Updated

By Noel SheppardAssociate Editor, Newsbusters.org

Wall Street got rocked Wednesday by a "debt bomb" economists have worried about for decades.

Hours after the United Kingdom failed to attract enough buyers for its auction of $2.5 billion of 40-year bonds, the United States Treasury had similar difficulties with its sale of $34 billion worth of five-year notes and was forced to raise their interest rate to a much higher yield than had been anticipated.

Such problematic debt offerings came on the heels of Germany having two failed auctions of its bonds already this year.

As Briefing.com reportedshortly after our auction ended:

BigCharts.com

At the close, the Dow Jones Industrial Average surprisingly managed to close up 90 points in what many are describing as a very strange and volatile day.

However, with the Treasury set to sell $24 billion worth of seven-year notes tomorrow, traders have to be worried about how this will go.

More importantly, so should Americans as such debt offerings will be commonplace as our nation racks up trillion dollar deficits for the foreseeable future. As Bloomberg reportedTuesday:

Wow. $2.5 trillion in one year.

And, given the Congressional Budget Office's forecastof over $9 trillion in deficits in the next ten years, our Treasury will likely be auctioning off at least $1 trillion worth of paper a year for quite some time unless radical changes are made to President Obama's 2010 budget proposal.

This means the decades-old fear of America holding a bond or note auction without enough buyers showing up could be just around the corner.

Will there come a point when we'll have the same difficulty selling our debt as the U.K. had today and Germany has had twice this year? What happens then?

Sadly, these don't seem to concern the Obama administration and a Democratic-controlled Congress as they continue to spend money almost faster than it can be printed.

This raises an important question that should be on the mind of every citizen: if it was wrong for Americans to borrow money earlier this decade to purchase a house they couldn't afford, why are our elected officials seemingly making the very same mistake?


*TASK*: Since only the total is wanted, give the number of lines in the listing below that hold the string "Entry" and add nothing.

*RECORDS FOR THIS TASK*:
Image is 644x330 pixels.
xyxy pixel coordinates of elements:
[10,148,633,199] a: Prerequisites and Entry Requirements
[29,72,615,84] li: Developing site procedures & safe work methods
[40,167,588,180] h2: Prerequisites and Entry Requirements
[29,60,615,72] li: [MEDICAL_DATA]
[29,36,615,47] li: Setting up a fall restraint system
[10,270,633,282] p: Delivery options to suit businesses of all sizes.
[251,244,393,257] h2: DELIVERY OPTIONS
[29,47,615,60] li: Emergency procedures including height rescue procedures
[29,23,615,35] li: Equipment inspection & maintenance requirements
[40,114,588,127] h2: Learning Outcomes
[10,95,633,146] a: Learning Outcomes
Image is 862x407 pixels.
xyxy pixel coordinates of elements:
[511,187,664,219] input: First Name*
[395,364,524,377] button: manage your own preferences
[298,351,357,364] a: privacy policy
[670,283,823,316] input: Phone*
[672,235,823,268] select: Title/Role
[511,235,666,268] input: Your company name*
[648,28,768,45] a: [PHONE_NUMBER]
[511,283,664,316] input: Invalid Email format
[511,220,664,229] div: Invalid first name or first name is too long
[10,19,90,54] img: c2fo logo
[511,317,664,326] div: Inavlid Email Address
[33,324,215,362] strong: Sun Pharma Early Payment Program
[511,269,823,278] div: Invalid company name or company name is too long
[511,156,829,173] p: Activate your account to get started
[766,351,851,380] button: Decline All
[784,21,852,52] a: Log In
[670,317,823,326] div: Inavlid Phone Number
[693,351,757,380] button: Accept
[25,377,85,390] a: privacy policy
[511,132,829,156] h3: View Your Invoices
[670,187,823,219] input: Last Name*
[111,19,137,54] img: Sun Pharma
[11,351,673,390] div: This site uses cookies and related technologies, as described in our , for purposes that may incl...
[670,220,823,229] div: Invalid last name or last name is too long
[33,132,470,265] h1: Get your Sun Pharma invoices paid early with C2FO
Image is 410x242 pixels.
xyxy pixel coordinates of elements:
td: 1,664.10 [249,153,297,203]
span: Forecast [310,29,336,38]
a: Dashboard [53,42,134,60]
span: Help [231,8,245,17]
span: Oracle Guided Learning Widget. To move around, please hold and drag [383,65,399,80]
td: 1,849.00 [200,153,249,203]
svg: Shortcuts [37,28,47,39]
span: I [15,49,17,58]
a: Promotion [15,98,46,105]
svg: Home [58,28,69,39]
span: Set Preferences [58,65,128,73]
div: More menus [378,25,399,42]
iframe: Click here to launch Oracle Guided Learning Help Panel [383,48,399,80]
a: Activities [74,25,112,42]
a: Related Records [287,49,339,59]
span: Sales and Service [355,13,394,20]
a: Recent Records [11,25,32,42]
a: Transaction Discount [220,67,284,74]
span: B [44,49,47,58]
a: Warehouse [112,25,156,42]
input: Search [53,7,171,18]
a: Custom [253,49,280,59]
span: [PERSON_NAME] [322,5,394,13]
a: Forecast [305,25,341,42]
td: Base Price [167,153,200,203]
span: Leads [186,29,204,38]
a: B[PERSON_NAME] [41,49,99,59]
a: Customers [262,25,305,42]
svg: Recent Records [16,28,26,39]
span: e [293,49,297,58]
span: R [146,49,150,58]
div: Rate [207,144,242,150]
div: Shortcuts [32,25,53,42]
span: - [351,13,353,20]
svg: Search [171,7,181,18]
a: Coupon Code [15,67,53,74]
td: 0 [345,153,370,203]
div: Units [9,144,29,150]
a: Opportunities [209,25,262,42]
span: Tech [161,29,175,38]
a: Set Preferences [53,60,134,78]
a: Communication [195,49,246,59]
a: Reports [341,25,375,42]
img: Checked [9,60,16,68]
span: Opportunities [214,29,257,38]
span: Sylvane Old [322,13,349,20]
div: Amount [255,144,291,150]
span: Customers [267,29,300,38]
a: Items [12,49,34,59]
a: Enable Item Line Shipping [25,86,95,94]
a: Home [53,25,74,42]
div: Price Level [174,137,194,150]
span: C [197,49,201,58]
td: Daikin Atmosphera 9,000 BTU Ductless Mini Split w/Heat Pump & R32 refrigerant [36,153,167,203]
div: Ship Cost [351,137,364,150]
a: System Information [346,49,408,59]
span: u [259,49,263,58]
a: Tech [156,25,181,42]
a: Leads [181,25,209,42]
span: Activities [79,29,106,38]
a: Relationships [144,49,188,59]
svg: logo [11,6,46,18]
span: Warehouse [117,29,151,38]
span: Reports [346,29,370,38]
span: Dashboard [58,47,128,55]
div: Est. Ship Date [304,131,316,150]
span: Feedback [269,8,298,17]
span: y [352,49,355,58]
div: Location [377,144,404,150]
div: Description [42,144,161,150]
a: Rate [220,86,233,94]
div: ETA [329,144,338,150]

*OUTPUT BELOW*: 2